Johnnie Green Forgets Something


Although Johnnie Green took good care of Frisky Squirrel, that once lively young chap did not like his new home in the wire cage at all. His young master gave him plenty to eat--nuts and grain--all the things that Frisky had always liked before. But now nothing tasted the same. Frisky never felt really hungry. He just sat in his cage and moped and sulked.

Once in a great while he would go out into his wheel, and run and run until he was so tired that he was ready to drop. Whenever Johnnie Green saw him running inside the wheel that young man would laugh aloud--he was so pleased.

But nothing ever pleased Frisky Squirrel any more. He grew peevish and cross and sulky. Being cooped up in that little wire prison day after day made an entirely different squirrel of him. He longed to be free once more--free to scamper through the tree-tops, and along the stone-walls and the rail-fences. And at night he dreamed of hunting for beechnuts, and chestnuts, and hickorynuts, on which he would feast to his heart's content--in his dreams. But in the daytime, when his young master put some of those very same nuts into his cage, Frisky would hardly touch them. He lost his plumpness. His smooth coat grew rough. And his tail--that beautiful tail that Jimmy Rabbit had tried to cut off--alas! it was no longer beautiful. It was thin and ragged-looking.

At last Johnnie Green began to be worried about his pet squirrel. And one day when Frisky refused to eat a single nut Johnnie Green thought that he must be really ill. So he opened the door of the cage, which he always kept carefully fastened, and forgetting all about his thick gloves he put his hand inside the little wire house, picked Frisky up by the back of his neck, just as if he were a kitten, and lifted him out of his prison.

Johnnie wanted to see if he could find out what was the trouble with the little fellow. He thought that perhaps he had a bad tooth, which prevented his eating. And Johnnie tried to look inside of Frisky's mouth.

At first Frisky kept perfectly still. He could hardly believe that he was outside that horrid, cramped cage. But it was true! And when Johnnie Green began to poke at his mouth with a bare finger Frisky Squirrel thought that it was high time for him to do something.

So he did it. He didn't wait another second. Quick as a flash he sank his sharp teeth into Johnnie Green's finger.

Poor Johnnie Green! He gave such a yell that you could have heard him far away on the other side of Swift River. That was the first thing he did. And the next thing that Johnnie did was to drop Frisky right on the ground.

That was exactly what Frisky wanted. He no sooner touched the ground than he was away like a shot. It was not at all like running inside the wheel. Every leap carried him further away from Farmer Green's house.
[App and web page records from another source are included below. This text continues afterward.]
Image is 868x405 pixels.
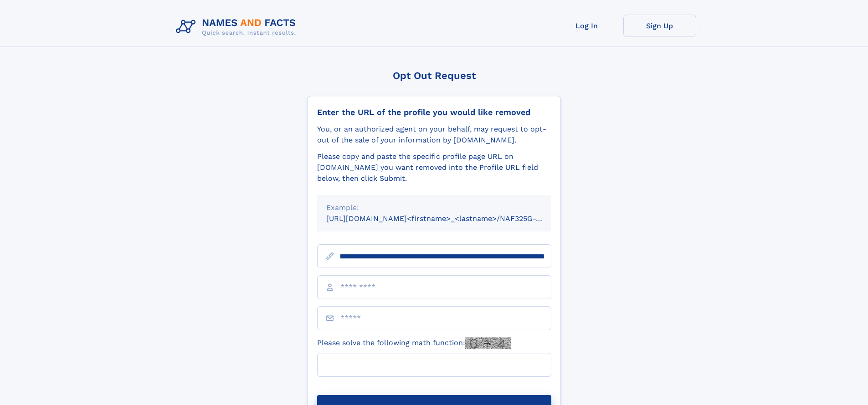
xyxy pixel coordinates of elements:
[317,151,551,184] div: Please copy and paste the specific profile page URL on [DOMAIN_NAME] you want removed into the Pr...
[317,107,551,117] div: Enter the URL of the profile you would like removed
[317,123,551,146] div: You, or an authorized agent on your behalf, may request to opt-out of the sale of your informatio...
[326,214,568,223] small: [URL][DOMAIN_NAME]<firstname>_<lastname>/NAF325G-xxxxxxxx
[308,70,561,82] div: Opt Out Request
[317,337,510,349] label: Please solve the following math function:
[172,14,303,39] img: Logo Names and Facts
[624,14,696,37] a: Sign Up
[550,14,624,37] a: Log In
[326,202,542,213] div: Example:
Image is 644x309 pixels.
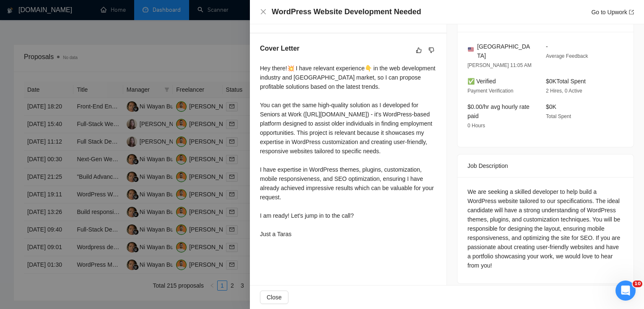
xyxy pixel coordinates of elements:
div: We are seeking a skilled developer to help build a WordPress website tailored to our specificatio... [467,187,624,270]
span: $0K [546,104,556,110]
span: 2 Hires, 0 Active [546,88,582,94]
button: Close [260,290,289,304]
h5: Cover Letter [260,44,300,53]
span: [PERSON_NAME] 11:05 AM [467,62,532,68]
button: Close [260,8,267,16]
span: Close [267,293,282,302]
span: ✅ Verified [467,78,496,84]
span: $0K Total Spent [546,78,586,84]
button: like [414,45,424,56]
span: dislike [429,47,435,53]
span: - [546,43,548,50]
h4: WordPress Website Development Needed [272,7,421,17]
span: Average Feedback [546,53,588,59]
span: [GEOGRAPHIC_DATA] [477,42,533,60]
div: Job Description [467,155,624,177]
span: Payment Verification [467,88,513,94]
span: 0 Hours [467,123,485,129]
a: Go to Upworkexport [591,9,634,16]
span: export [629,10,634,15]
button: dislike [427,45,436,56]
img: 🇺🇸 [468,47,474,53]
span: close [260,8,267,15]
span: $0.00/hr avg hourly rate paid [467,104,530,119]
iframe: Intercom live chat [616,281,636,301]
span: Total Spent [546,113,571,119]
div: Hey there!💥 I have relevant experience👇 in the web development industry and [GEOGRAPHIC_DATA] mar... [260,64,436,239]
span: 10 [633,281,643,288]
span: like [416,47,422,53]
And he had crossed the road and disappeared behind the stone-wall before Johnnie Green knew what had happened.

For several days after that Johnnie Green had to keep his finger bound up in a bandage. And he felt very sad at losing his pet squirrel.

But Frisky Squirrel was not sad at all. And neither was his mother. At first, when Frisky tumbled inside her house she hardly knew him. For a long time she had almost stopped believing he would ever come home again. And now that he had come he was so changed that she could scarcely believe it was he.

The first thing that Mrs. Squirrel did was to set before Frisky some choice seeds which she had gathered that very day. And Frisky ate every one of them. You see, he had found his appetite again.

For several days after that Frisky Squirrel did very little except eat. And it was surprising--the way he began to grow fat. His sides soon stuck out more than they ever had before, and his coat began to grow sleek and shiny. And as for his tail--though it took longer for that to look beautiful again, in the course of time it became just as thick and handsome as ever. Mrs. Squirrel was very glad of that. For Frisky reminded her of his father once more.